Puppets Up! — Its Place in Canadian Puppet Theatre History
by James B. Ashby

As Noreen Young, the guiding light behind the upcoming second annual Puppets Up! International Puppet Festival (August 12–13), once told me, the residents of Almonte are highly “sensitized to puppetry,” so the town is a logical choice for hosting a puppetry festival. Of this there is little doubt. I visited Almonte for the first time last summer for the first incarnation of the festival, and for a student researching Canadian puppetry, it seemed to be the Promised Land. Puppets created by Young herself and several other Ontarian puppet artists, such as Kanja Chen of Chensational Puppets (based in Toronto), filled the shop windows, while even more puppets sang and heckled visitors — but always in good humour — from the balconies overlooking the streets. And all this before I even saw a single performance!
While Almonte is certainly a puppet-friendly town, one should not assume that the English-Canadian puppetry festival was born there last year. Perhaps you have heard tantalizing rumours concerning puppetry festivals hosted by our neighbour to the east, Québec, or our friends to the south, the Americans. Many of these rumours are true, of course, but Ontario has its own history of puppetry conferences and festivals. The earliest reference to a large-scale puppetry event dates to 1939, when Hamilton seems to have been the Almonte of the 1930s, and Rosalynde F. Osborne was its Noreen Young.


About this task
Print the data below exactly as it stands, and keep the pictures out.

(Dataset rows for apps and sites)
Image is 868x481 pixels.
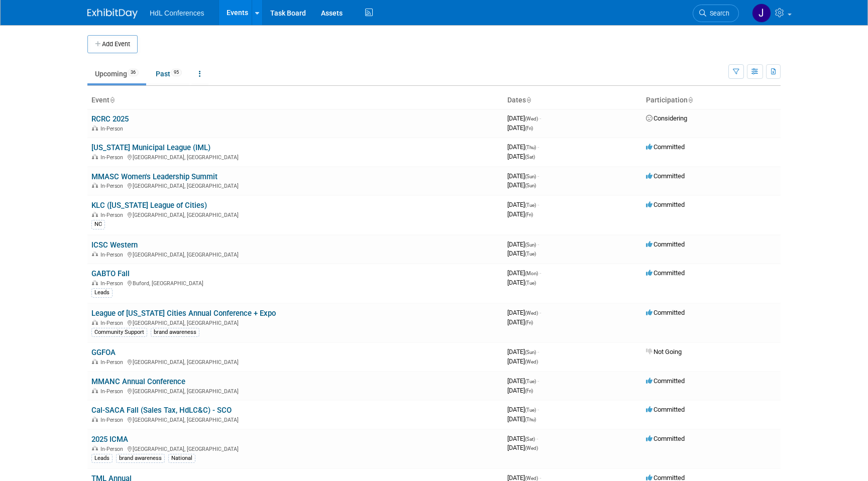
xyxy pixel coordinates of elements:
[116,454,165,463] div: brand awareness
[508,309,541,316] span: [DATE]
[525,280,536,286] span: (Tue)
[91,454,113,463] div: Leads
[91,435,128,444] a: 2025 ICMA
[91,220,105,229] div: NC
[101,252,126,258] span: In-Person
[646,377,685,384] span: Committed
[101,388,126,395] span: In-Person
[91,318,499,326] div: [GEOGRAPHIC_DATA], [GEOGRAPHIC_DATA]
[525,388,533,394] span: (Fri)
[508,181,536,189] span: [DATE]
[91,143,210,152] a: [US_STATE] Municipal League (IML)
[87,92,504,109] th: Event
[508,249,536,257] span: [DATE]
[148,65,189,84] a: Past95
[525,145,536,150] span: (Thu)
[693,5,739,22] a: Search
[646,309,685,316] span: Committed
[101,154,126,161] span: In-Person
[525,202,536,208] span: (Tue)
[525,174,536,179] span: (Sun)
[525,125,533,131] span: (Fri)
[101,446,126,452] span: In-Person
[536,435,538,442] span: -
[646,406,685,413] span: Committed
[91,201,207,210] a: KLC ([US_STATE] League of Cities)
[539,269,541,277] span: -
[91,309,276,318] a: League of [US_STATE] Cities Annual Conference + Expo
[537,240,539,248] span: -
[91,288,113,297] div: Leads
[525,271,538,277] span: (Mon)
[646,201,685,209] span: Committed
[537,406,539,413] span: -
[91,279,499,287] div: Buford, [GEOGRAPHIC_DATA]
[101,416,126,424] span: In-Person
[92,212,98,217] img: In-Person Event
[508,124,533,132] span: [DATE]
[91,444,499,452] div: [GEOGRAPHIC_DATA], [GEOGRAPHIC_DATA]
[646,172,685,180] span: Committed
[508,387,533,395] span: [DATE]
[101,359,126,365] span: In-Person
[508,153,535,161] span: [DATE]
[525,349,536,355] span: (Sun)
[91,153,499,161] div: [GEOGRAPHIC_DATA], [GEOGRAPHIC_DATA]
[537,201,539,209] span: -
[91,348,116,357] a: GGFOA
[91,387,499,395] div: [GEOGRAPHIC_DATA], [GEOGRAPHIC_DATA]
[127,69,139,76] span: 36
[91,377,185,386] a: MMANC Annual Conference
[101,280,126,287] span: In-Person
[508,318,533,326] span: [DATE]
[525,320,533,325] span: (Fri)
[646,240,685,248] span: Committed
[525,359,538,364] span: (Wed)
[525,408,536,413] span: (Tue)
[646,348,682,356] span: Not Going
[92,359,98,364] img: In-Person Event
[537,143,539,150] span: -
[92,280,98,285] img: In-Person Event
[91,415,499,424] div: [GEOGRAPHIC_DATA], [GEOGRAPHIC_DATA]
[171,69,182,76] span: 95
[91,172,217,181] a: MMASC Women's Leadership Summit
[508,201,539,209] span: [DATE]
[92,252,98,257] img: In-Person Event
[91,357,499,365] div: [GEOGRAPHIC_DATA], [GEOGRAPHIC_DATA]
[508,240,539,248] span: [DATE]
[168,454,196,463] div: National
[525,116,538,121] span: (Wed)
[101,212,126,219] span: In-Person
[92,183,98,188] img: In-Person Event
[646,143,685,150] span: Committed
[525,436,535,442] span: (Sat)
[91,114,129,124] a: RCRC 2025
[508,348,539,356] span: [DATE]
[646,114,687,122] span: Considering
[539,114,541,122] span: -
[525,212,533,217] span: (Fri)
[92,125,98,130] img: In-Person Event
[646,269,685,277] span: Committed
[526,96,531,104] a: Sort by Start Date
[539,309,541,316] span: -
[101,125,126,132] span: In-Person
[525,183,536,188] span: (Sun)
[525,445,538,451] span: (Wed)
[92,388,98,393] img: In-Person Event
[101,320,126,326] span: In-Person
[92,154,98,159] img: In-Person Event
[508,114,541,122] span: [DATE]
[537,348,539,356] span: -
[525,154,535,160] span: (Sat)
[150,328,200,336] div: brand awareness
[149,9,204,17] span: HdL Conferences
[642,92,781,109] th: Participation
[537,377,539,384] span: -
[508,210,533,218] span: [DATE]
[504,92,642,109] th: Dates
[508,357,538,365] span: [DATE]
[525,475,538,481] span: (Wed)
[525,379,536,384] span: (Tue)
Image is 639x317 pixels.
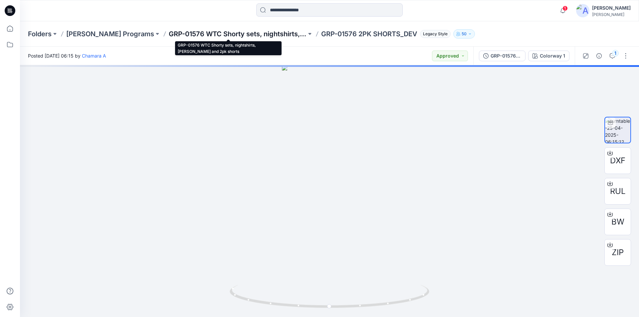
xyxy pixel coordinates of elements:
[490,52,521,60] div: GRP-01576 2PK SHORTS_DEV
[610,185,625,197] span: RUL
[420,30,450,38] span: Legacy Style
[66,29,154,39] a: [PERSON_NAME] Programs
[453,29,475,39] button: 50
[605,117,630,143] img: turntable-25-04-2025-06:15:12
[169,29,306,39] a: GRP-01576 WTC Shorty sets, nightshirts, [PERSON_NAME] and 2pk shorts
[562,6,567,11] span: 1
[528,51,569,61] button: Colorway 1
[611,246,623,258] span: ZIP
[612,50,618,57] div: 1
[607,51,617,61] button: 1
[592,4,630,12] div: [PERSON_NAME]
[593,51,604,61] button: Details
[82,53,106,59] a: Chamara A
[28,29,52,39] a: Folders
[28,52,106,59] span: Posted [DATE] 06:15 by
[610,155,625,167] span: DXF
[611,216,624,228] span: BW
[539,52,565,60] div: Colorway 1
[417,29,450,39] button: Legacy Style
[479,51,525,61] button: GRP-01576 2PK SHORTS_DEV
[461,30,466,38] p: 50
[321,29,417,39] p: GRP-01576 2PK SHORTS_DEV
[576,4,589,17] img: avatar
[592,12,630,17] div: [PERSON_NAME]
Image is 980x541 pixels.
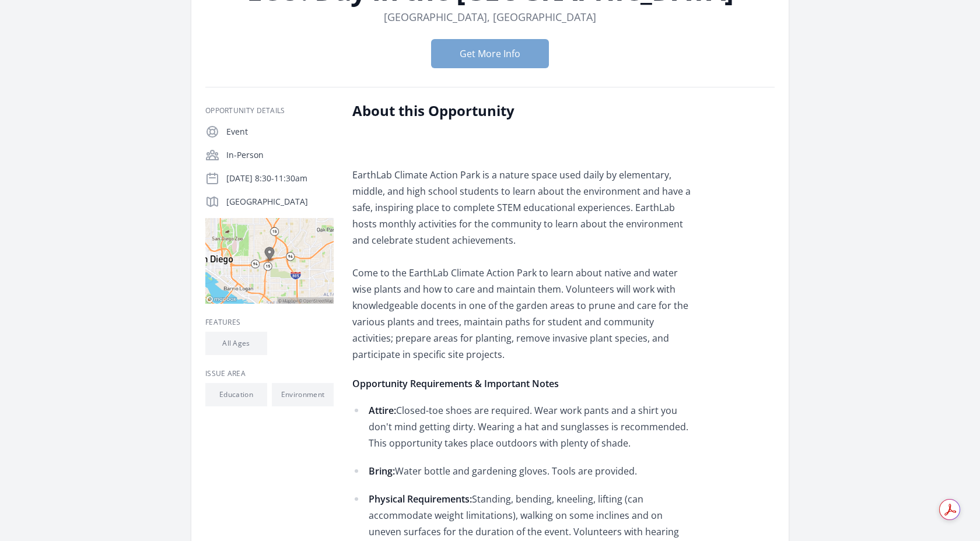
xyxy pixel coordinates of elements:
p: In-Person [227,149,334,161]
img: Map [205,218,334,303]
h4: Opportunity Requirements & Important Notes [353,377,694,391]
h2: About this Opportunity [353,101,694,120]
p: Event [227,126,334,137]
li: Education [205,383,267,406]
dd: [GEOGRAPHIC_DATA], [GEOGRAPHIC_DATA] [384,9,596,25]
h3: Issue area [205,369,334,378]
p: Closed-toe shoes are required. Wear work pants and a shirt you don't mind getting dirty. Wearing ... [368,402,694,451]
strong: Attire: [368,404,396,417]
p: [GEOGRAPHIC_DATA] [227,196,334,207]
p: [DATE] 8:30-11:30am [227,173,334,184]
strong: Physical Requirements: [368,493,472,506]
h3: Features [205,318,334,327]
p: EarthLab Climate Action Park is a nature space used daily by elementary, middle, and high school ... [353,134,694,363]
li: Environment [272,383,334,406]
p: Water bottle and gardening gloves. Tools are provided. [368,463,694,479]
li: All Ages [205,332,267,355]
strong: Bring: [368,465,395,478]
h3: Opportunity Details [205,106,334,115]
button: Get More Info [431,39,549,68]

Answer to this problem
Image is 868x481 pixels.
xyxy pixel coordinates of elements:
[116,454,165,463] div: brand awareness
[508,309,541,316] span: [DATE]
[525,280,536,286] span: (Tue)
[91,454,113,463] div: Leads
[91,435,128,444] a: 2025 ICMA
[91,220,105,229] div: NC
[101,252,126,258] span: In-Person
[646,377,685,384] span: Committed
[101,388,126,395] span: In-Person
[91,318,499,326] div: [GEOGRAPHIC_DATA], [GEOGRAPHIC_DATA]
[525,388,533,394] span: (Fri)
[508,181,536,189] span: [DATE]
[91,143,210,152] a: [US_STATE] Municipal League (IML)
[87,92,504,109] th: Event
[508,249,536,257] span: [DATE]
[148,65,189,84] a: Past95
[525,145,536,150] span: (Thu)
[693,5,739,22] a: Search
[646,309,685,316] span: Committed
[101,154,126,161] span: In-Person
[525,202,536,208] span: (Tue)
[525,174,536,179] span: (Sun)
[525,125,533,131] span: (Fri)
[101,446,126,452] span: In-Person
[536,435,538,442] span: -
[646,406,685,413] span: Committed
[91,201,207,210] a: KLC ([US_STATE] League of Cities)
[539,269,541,277] span: -
[91,309,276,318] a: League of [US_STATE] Cities Annual Conference + Expo
[537,240,539,248] span: -
[91,288,113,297] div: Leads
[525,271,538,277] span: (Mon)
[646,201,685,209] span: Committed
[537,406,539,413] span: -
[91,279,499,287] div: Buford, [GEOGRAPHIC_DATA]
[101,416,126,424] span: In-Person
[92,212,98,217] img: In-Person Event
[508,124,533,132] span: [DATE]
[91,444,499,452] div: [GEOGRAPHIC_DATA], [GEOGRAPHIC_DATA]
[646,172,685,180] span: Committed
[508,387,533,395] span: [DATE]
[101,359,126,365] span: In-Person
[508,153,535,161] span: [DATE]
[525,349,536,355] span: (Sun)
[91,153,499,161] div: [GEOGRAPHIC_DATA], [GEOGRAPHIC_DATA]
[537,201,539,209] span: -
[91,348,116,357] a: GGFOA
[91,387,499,395] div: [GEOGRAPHIC_DATA], [GEOGRAPHIC_DATA]
[127,69,139,76] span: 36
[91,377,185,386] a: MMANC Annual Conference
[101,280,126,287] span: In-Person
[508,318,533,326] span: [DATE]
[525,320,533,325] span: (Fri)
[646,240,685,248] span: Committed
[525,359,538,364] span: (Wed)
[525,408,536,413] span: (Tue)
[646,348,682,356] span: Not Going
[92,359,98,364] img: In-Person Event
[537,143,539,150] span: -
[92,280,98,285] img: In-Person Event
[91,415,499,424] div: [GEOGRAPHIC_DATA], [GEOGRAPHIC_DATA]
[171,69,182,76] span: 95
[91,172,217,181] a: MMASC Women's Leadership Summit
[508,201,539,209] span: [DATE]
[92,252,98,257] img: In-Person Event
[91,357,499,365] div: [GEOGRAPHIC_DATA], [GEOGRAPHIC_DATA]
[508,240,539,248] span: [DATE]
[168,454,196,463] div: National
[525,116,538,121] span: (Wed)
[101,212,126,219] span: In-Person
[92,183,98,188] img: In-Person Event
[646,143,685,150] span: Committed
[525,436,535,442] span: (Sat)
[91,114,129,124] a: RCRC 2025
[508,348,539,356] span: [DATE]
[646,114,687,122] span: Considering
[539,114,541,122] span: -
[525,212,533,217] span: (Fri)
[92,125,98,130] img: In-Person Event
[646,269,685,277] span: Committed
[526,96,531,104] a: Sort by Start Date
[539,309,541,316] span: -
[101,125,126,132] span: In-Person
[525,183,536,188] span: (Sun)
[525,445,538,451] span: (Wed)
[92,388,98,393] img: In-Person Event
[101,320,126,326] span: In-Person
[92,154,98,159] img: In-Person Event
[508,114,541,122] span: [DATE]
[537,348,539,356] span: -
[525,154,535,160] span: (Sat)
[150,328,200,336] div: brand awareness
[149,9,204,17] span: HdL Conferences
[642,92,781,109] th: Participation
[537,377,539,384] span: -
[508,210,533,218] span: [DATE]
[504,92,642,109] th: Dates
[508,357,538,365] span: [DATE]
[525,475,538,481] span: (Wed)
[525,379,536,384] span: (Tue)
Image is 639x317 pixels.
xyxy pixel coordinates of elements:
[490,52,521,60] div: GRP-01576 2PK SHORTS_DEV
[610,185,625,197] span: RUL
[420,30,450,38] span: Legacy Style
[66,29,154,39] a: [PERSON_NAME] Programs
[453,29,475,39] button: 50
[605,117,630,143] img: turntable-25-04-2025-06:15:12
[169,29,306,39] a: GRP-01576 WTC Shorty sets, nightshirts, [PERSON_NAME] and 2pk shorts
[562,6,567,11] span: 1
[528,51,569,61] button: Colorway 1
[611,246,623,258] span: ZIP
[612,50,618,57] div: 1
[607,51,617,61] button: 1
[592,4,630,12] div: [PERSON_NAME]
[593,51,604,61] button: Details
[82,53,106,59] a: Chamara A
[28,29,52,39] a: Folders
[28,52,106,59] span: Posted [DATE] 06:15 by
[610,155,625,167] span: DXF
[611,216,624,228] span: BW
[539,52,565,60] div: Colorway 1
[417,29,450,39] button: Legacy Style
[479,51,525,61] button: GRP-01576 2PK SHORTS_DEV
[461,30,466,38] p: 50
[321,29,417,39] p: GRP-01576 2PK SHORTS_DEV
[576,4,589,17] img: avatar
[592,12,630,17] div: [PERSON_NAME]
Image is 980x541 pixels.
xyxy pixel coordinates of elements:
p: In-Person [227,149,334,161]
img: Map [205,218,334,303]
h4: Opportunity Requirements & Important Notes [353,377,694,391]
h2: About this Opportunity [353,101,694,120]
p: Event [227,126,334,137]
li: Education [205,383,267,406]
dd: [GEOGRAPHIC_DATA], [GEOGRAPHIC_DATA] [384,9,596,25]
h3: Issue area [205,369,334,378]
p: Closed-toe shoes are required. Wear work pants and a shirt you don't mind getting dirty. Wearing ... [368,402,694,451]
strong: Attire: [368,404,396,417]
p: [GEOGRAPHIC_DATA] [227,196,334,207]
p: [DATE] 8:30-11:30am [227,173,334,184]
strong: Physical Requirements: [368,493,472,506]
h3: Features [205,318,334,327]
p: EarthLab Climate Action Park is a nature space used daily by elementary, middle, and high school ... [353,134,694,363]
li: Environment [272,383,334,406]
p: Water bottle and gardening gloves. Tools are provided. [368,463,694,479]
li: All Ages [205,332,267,355]
strong: Bring: [368,465,395,478]
h3: Opportunity Details [205,106,334,115]
button: Get More Info [431,39,549,68]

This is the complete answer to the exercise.